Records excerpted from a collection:
=====

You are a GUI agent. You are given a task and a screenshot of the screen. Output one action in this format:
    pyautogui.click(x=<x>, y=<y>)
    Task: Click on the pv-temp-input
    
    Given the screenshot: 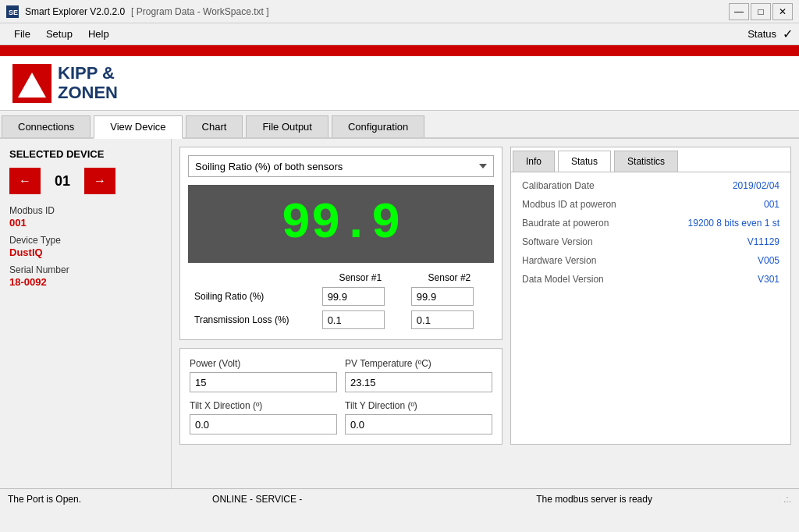 What is the action you would take?
    pyautogui.click(x=418, y=382)
    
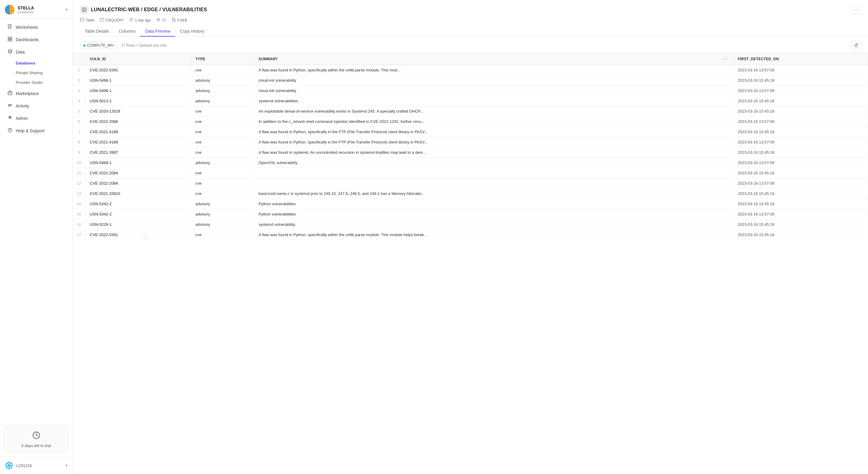 Image resolution: width=868 pixels, height=474 pixels. Describe the element at coordinates (79, 235) in the screenshot. I see `cell-rownum: 17` at that location.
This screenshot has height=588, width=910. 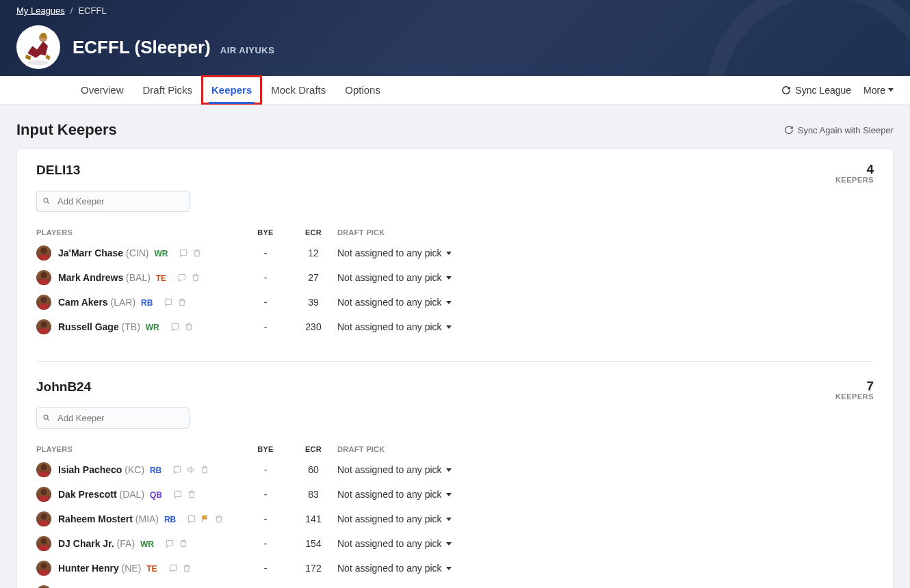 What do you see at coordinates (313, 278) in the screenshot?
I see `player-ecr: 27` at bounding box center [313, 278].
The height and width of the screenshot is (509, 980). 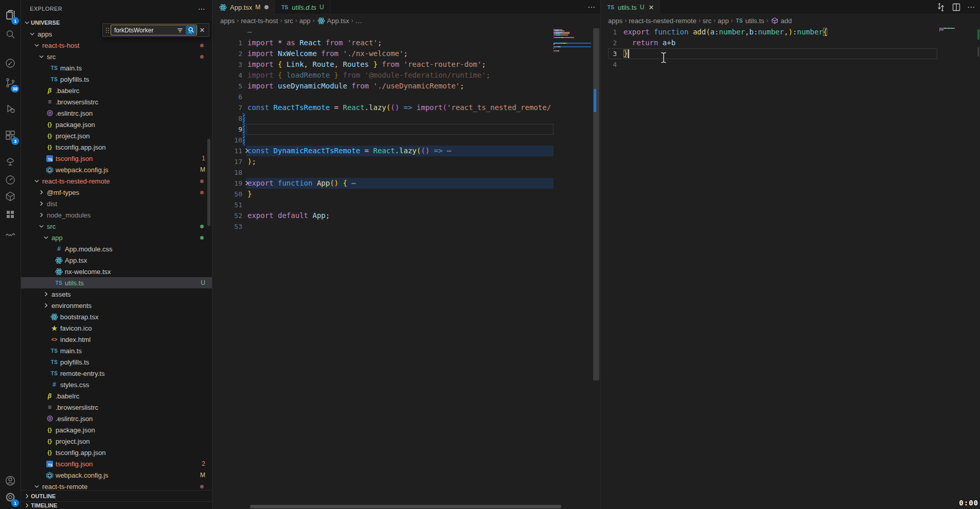 What do you see at coordinates (406, 97) in the screenshot?
I see `code-line-6: 6` at bounding box center [406, 97].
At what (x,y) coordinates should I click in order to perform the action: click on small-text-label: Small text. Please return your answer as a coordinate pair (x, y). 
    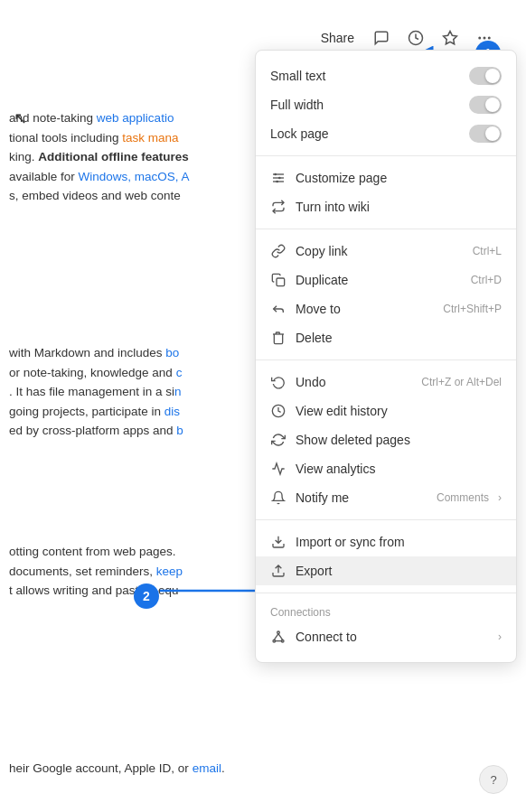
    Looking at the image, I should click on (298, 76).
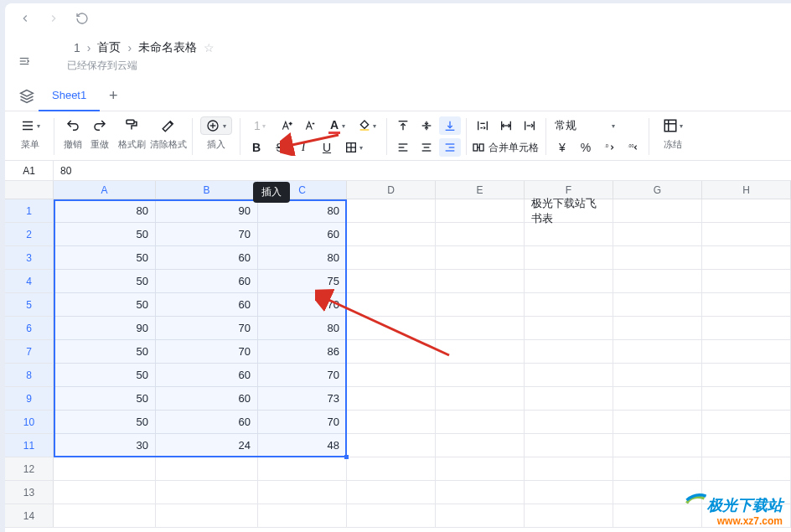  What do you see at coordinates (29, 171) in the screenshot?
I see `cell-reference: A1` at bounding box center [29, 171].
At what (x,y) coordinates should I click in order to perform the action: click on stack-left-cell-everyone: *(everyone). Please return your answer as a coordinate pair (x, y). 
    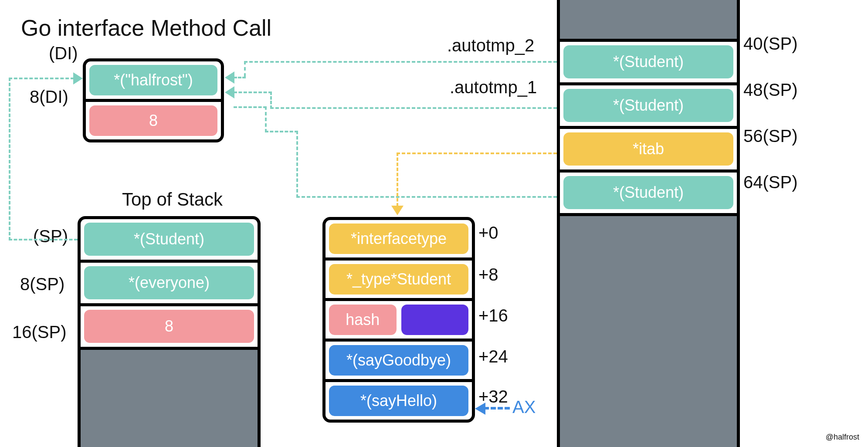
    Looking at the image, I should click on (169, 283).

=====

- Work instruction -
Give again, word for word, the lines above from the one with "on small-text-label: Small" through the final line of the data, both ends included. Do not copy any picture.

- Expected answer -
At what (x,y) coordinates should I click in order to perform the action: click on small-text-label: Small text. Please return your answer as a coordinate pair (x, y). 
    Looking at the image, I should click on (298, 76).
  What do you see at coordinates (29, 171) in the screenshot?
I see `cell-reference: A1` at bounding box center [29, 171].
At what (x,y) coordinates should I click in order to perform the action: click on stack-left-cell-everyone: *(everyone). Please return your answer as a coordinate pair (x, y). 
    Looking at the image, I should click on (169, 283).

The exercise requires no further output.